George Clooneys charisma and powerful screen presence have never been more integral to a film, nor used in a more futile effort, than in THE AMERICAN, a virtually silent opus that trades on Clooneys unassailable ability to seduce the camera. Based on Martin Booths novel, A Very Private Gentleman, it is less a action thriller than a visual paean to Clooneys ability to look so good while never being permitted to smile.
Clooneys character, Jack or Edward, depending on who he is with, is an assassin-for-hire that is also a whiz at designing and building small arms to tricky specifications. who becomes the an assassins target. It may have something to do with the chilly bloodbath in Sweden that starts the film where Jack or Edwards special friend is killed. Such details are not the purview of this opus. The point is to have Clooney, demonstrating his range of understated facial expressions, punctuated with far too few scenes of him rigorously doing push-ups and pull-ups in order to kill time until and to stay ready for the next assassination attempt. Though warned by his contact not to make friends while hiding in a scenic Italian village, Jack or Edward nonetheless accepts the occasional companionship of the insistent local priest (Paolo Bonacelli), and becomes a regular client of a local prostitute (Violante Placido). When not chatting or mating, he is methodically building a rifle for a chilly client (Thekla Reuten) or methodically walking the quaint streets or methodically driving in countryside with a camera that fools no one into thinking that he is a photojournalist.

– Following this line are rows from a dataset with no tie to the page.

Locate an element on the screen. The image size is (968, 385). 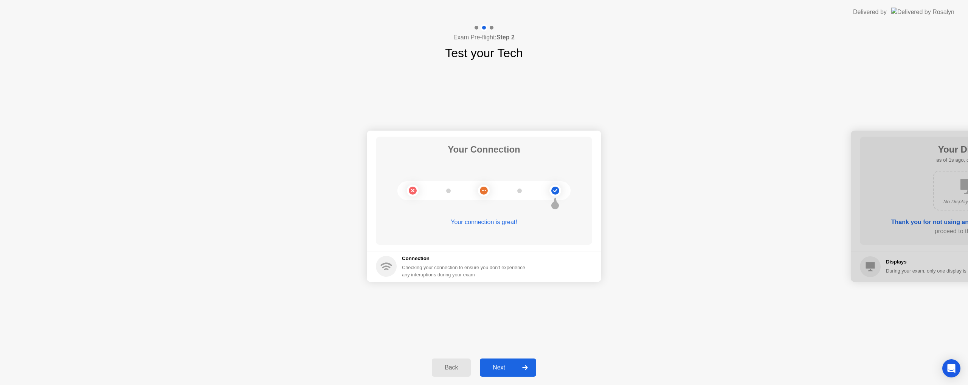
button: Next is located at coordinates (508, 367).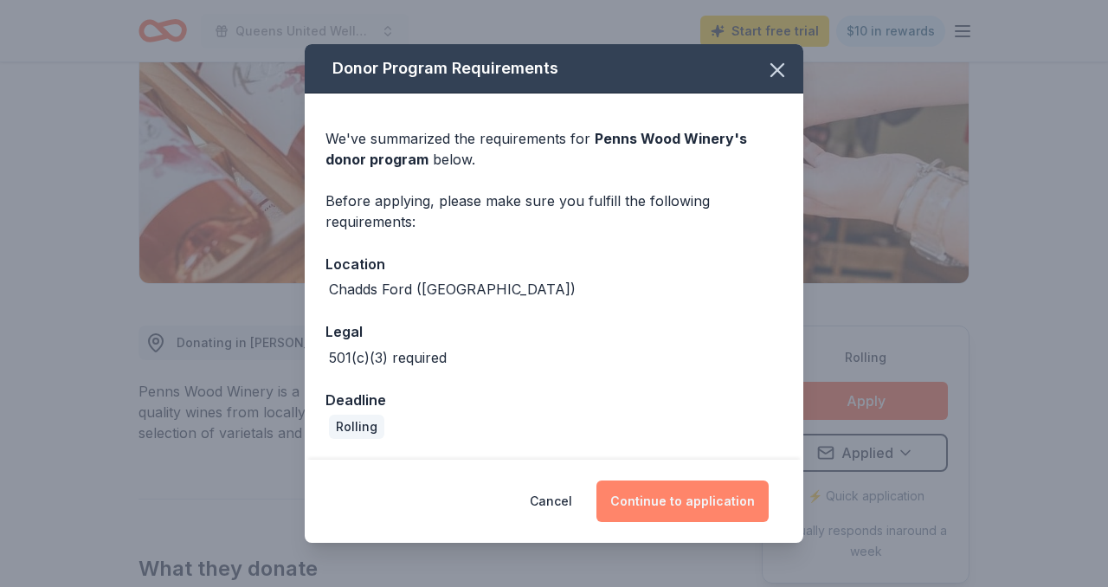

Clooney, to his credit, has a wonderfully expressive face. When told not to make friends by his contact, the slight rearrangement of facial muscles all but screams how very ticked Jack or Edward is to have been told something so obvious. When scanning a room, a street, or a river, he has a look of confident suspicion about what make be lurking with malevolent intent, and when he spots a butterfly, his particular weakness, there is something remarkable in how his face becomes gentle, even if the voice doesnt. His movements and speech are spare and economical. Good in an assassin, iffy as a films chosen mood when the director is unable to evoke the underlying turmoil. Here it is a disaster as the camera lingers on, among other things, an automatic door sliding shut long after it has slid into a stationary position. Is it shocked and awed to have just allowed Jack or Edward through? If so, those emotions are not transmitted to the audience forced to watch it deliberately not moving.

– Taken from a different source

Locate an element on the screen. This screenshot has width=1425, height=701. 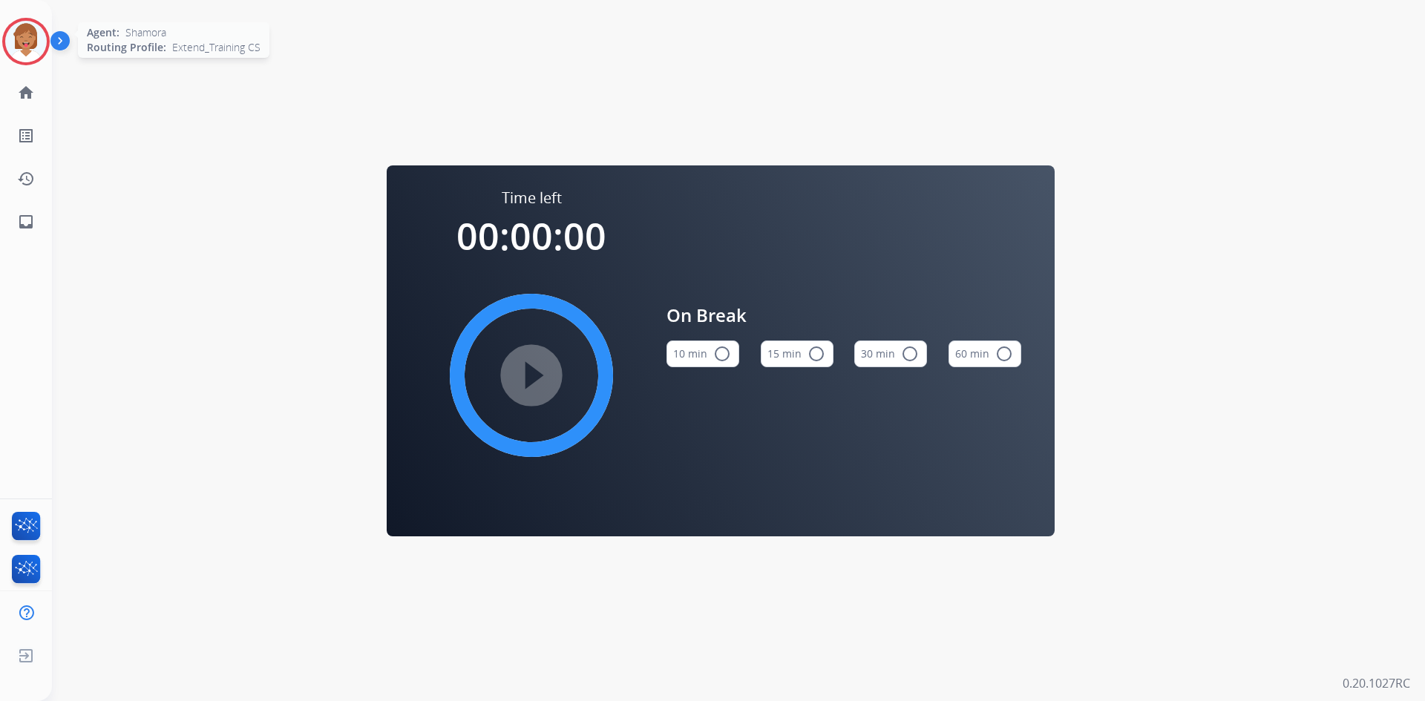
span: Time left is located at coordinates (531, 198).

Much in this film deliberately doesnt move, including the plot until the last 15 minutes or so, when things pick up, but not enough to actually become compelling. It is as though the title of the novel is what is being made manifest. Jack or Edward is a very private gentleman and nothing about him in anyones business, even the audiences.

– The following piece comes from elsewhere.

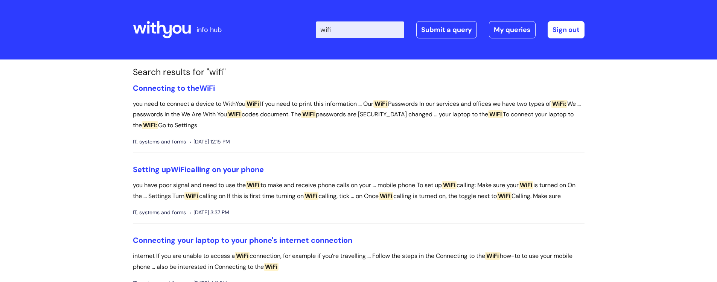 The width and height of the screenshot is (717, 282). Describe the element at coordinates (360, 30) in the screenshot. I see `input: Search` at that location.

THE AMERICAN boasts the most anti-erotic sex scene to date in American cinema, capped off with Jack or Edward explaining to his prostitute the he is there to get pleasure, not give it. Its a far better metaphor for the flick that the butterfly motif woven throughout and tattooed on Jack or Edwards back. The film is there to enjoy itself on its own terms, the only catch is that unlike the prostitute who is paid for her time, the audience is forced to do the paying in more ways than one.